I have a pkcs#7 file, which contains signed data. It successfully verifies:
$ openssl smime -verify -in data.p7s -CAfile root-certificate.pem
Verification succe
OK, you don't provide a full sample, but I'll try to navigate you nevertheless, with a different sample.
OpenSSL asn1parse does not help much identifying the authenticated attributes. You can use OpenSSL cms:
openssl cms -in data.p7s -noout -cmsout -print
Look for signedAttrs ("signed attributes" is how the "authenticated attributes" are now called, in CMS terminology)
It will look like this:
...
signerInfos:
...
signedAttrs:
object: contentType (1.2.840.113549.1.9.3)
value.set:
OBJECT:pkcs7-data (1.2.840.113549.1.7.1)
object: signingTime (1.2.840.113549.1.9.5)
...
Now go back to asn1parse output, and find the corresponding part, which may look like:
...
1343:d=5 hl=3 l= 216 cons: cont [ 0 ]
1346:d=6 hl=2 l= 24 cons: SEQUENCE
1348:d=7 hl=2 l= 9 prim: OBJECT :contentType
1359:d=7 hl=2 l= 11 cons: SET
1361:d=8 hl=2 l= 9 prim: OBJECT :pkcs7-data
1372:d=6 hl=2 l= 28 cons: SEQUENCE
1374:d=7 hl=2 l= 9 prim: OBJECT :signingTime
...
(for this nice indentation, add -i option)

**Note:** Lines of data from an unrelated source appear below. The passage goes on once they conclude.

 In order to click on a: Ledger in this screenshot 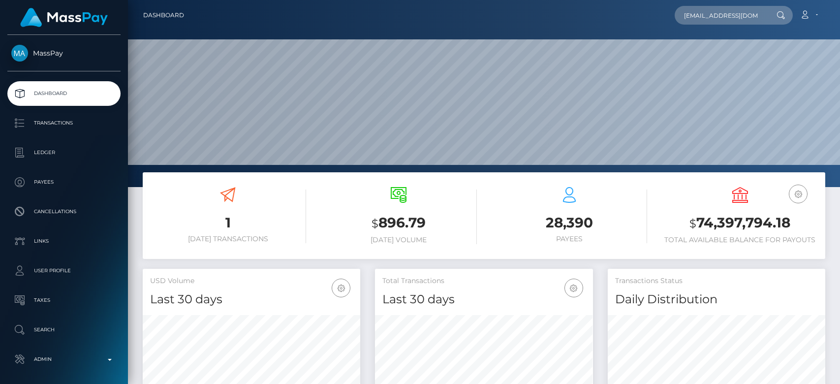, I will do `click(64, 152)`.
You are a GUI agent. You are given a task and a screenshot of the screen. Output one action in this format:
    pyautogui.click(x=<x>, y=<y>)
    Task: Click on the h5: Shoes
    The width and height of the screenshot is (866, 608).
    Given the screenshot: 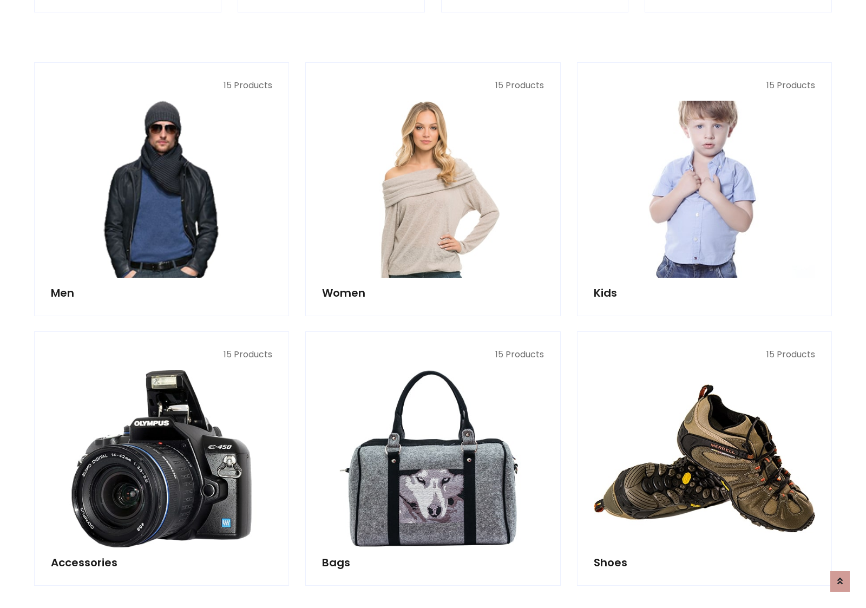 What is the action you would take?
    pyautogui.click(x=704, y=562)
    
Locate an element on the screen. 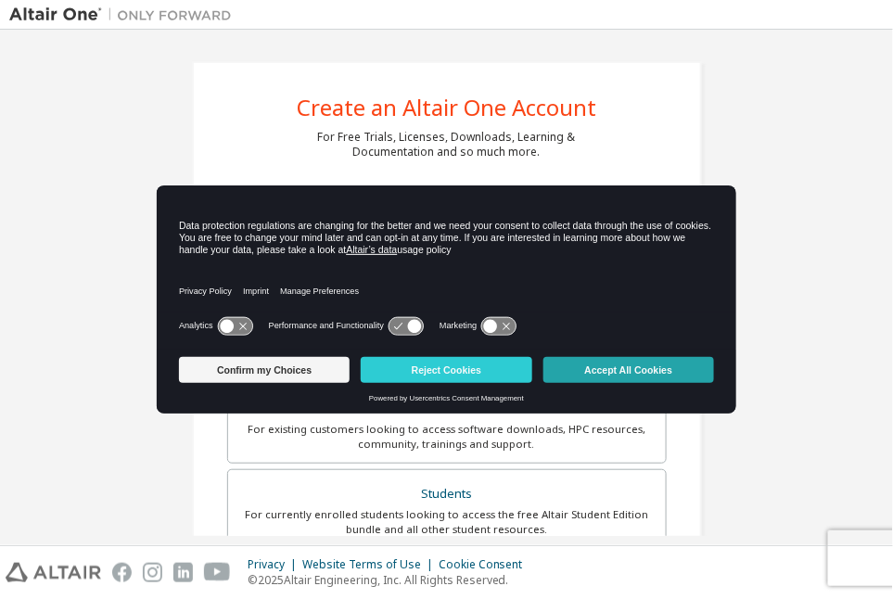  div: For Free Trials, Licenses, Downloads, Learning & Documentation and so much more. is located at coordinates (447, 145).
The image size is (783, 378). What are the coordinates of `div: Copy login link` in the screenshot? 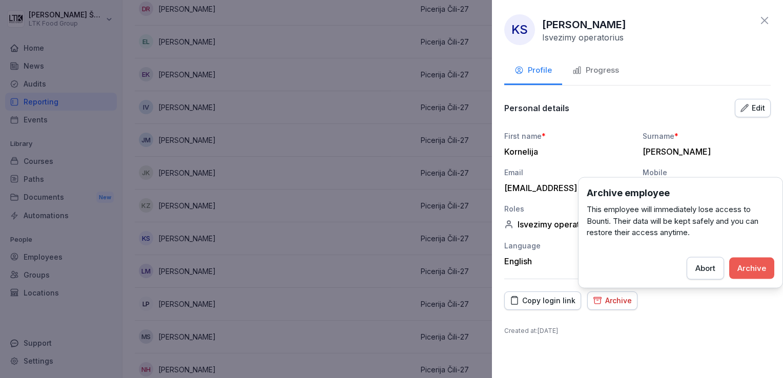 It's located at (543, 301).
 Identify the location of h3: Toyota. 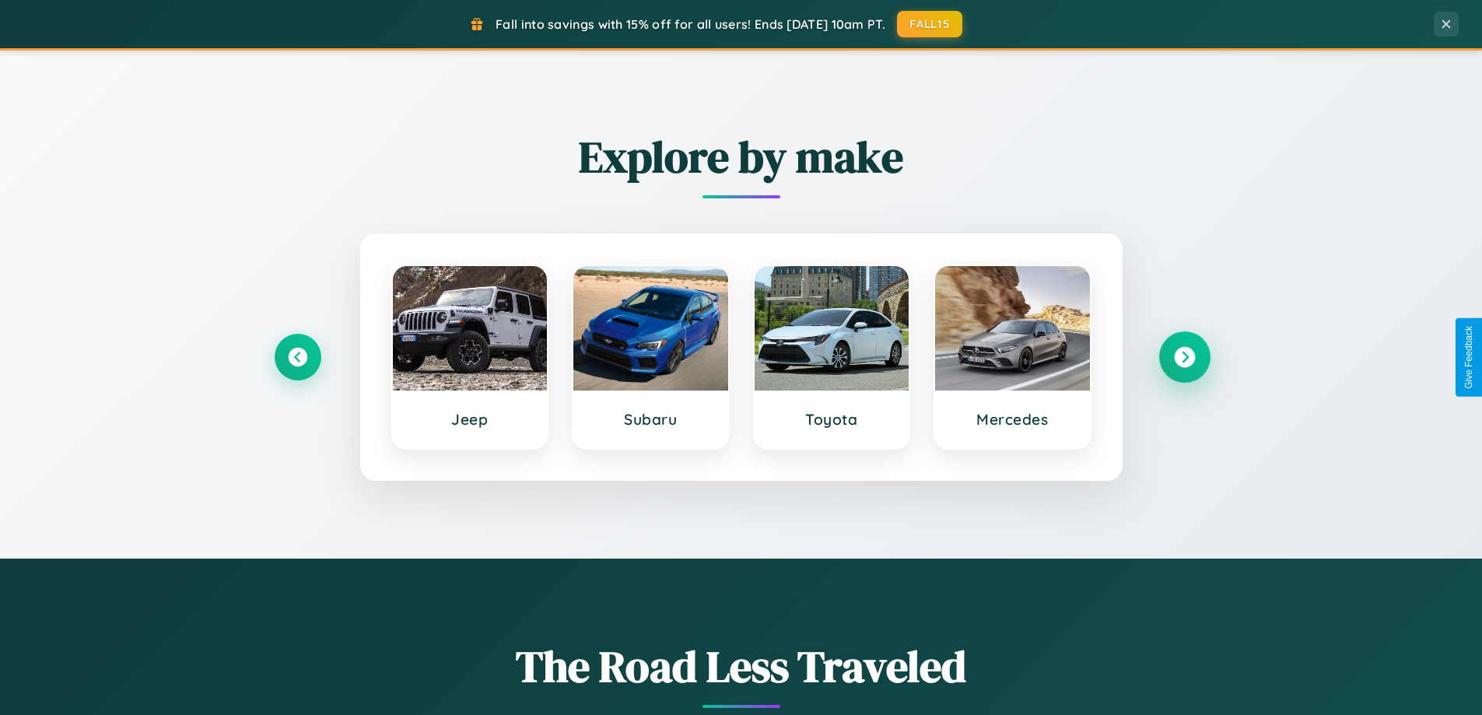
(832, 419).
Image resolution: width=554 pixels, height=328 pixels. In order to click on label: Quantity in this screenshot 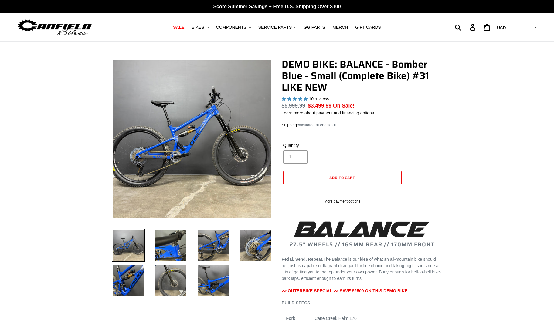, I will do `click(312, 146)`.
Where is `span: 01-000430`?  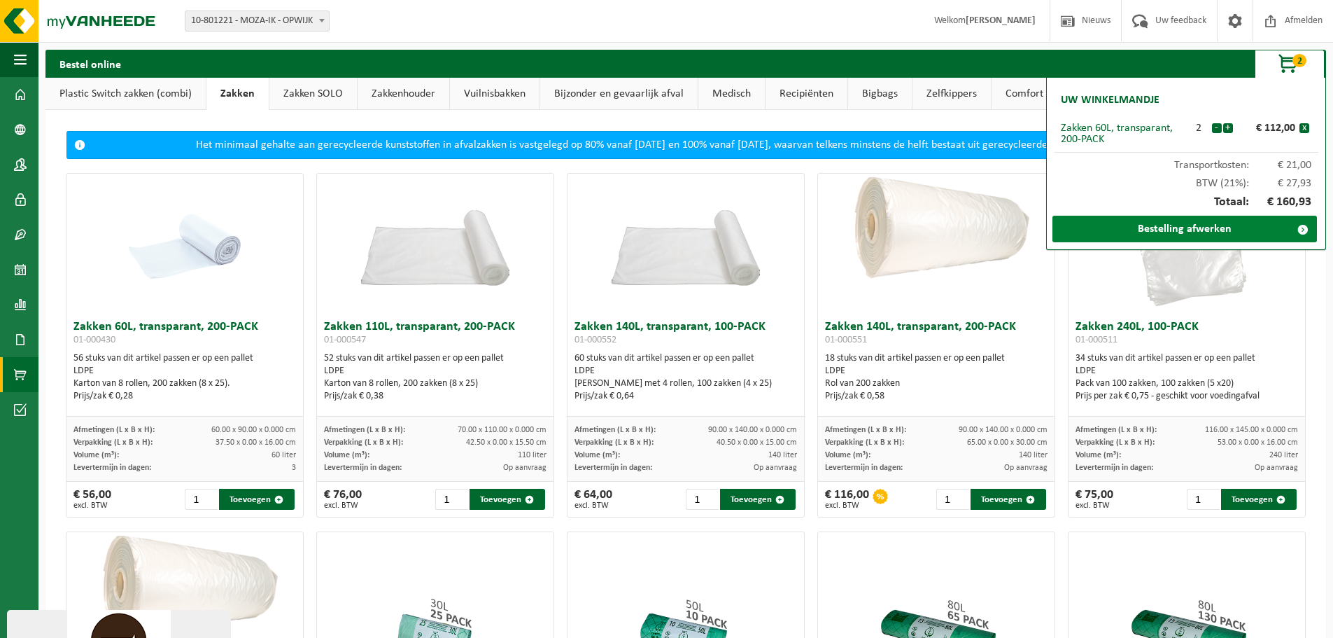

Now, extract (dd ...) the data, including the DER context tag header, i.e. offset 1343, length 219, in this case. Then replace the 0xa0 byte at the beginning by 0x31. Why you have to do it, is described in DER encoding - How to convert implicit tag to explicit tag, or RFC5652, section 5.4
The sha1 hash of this data should now match.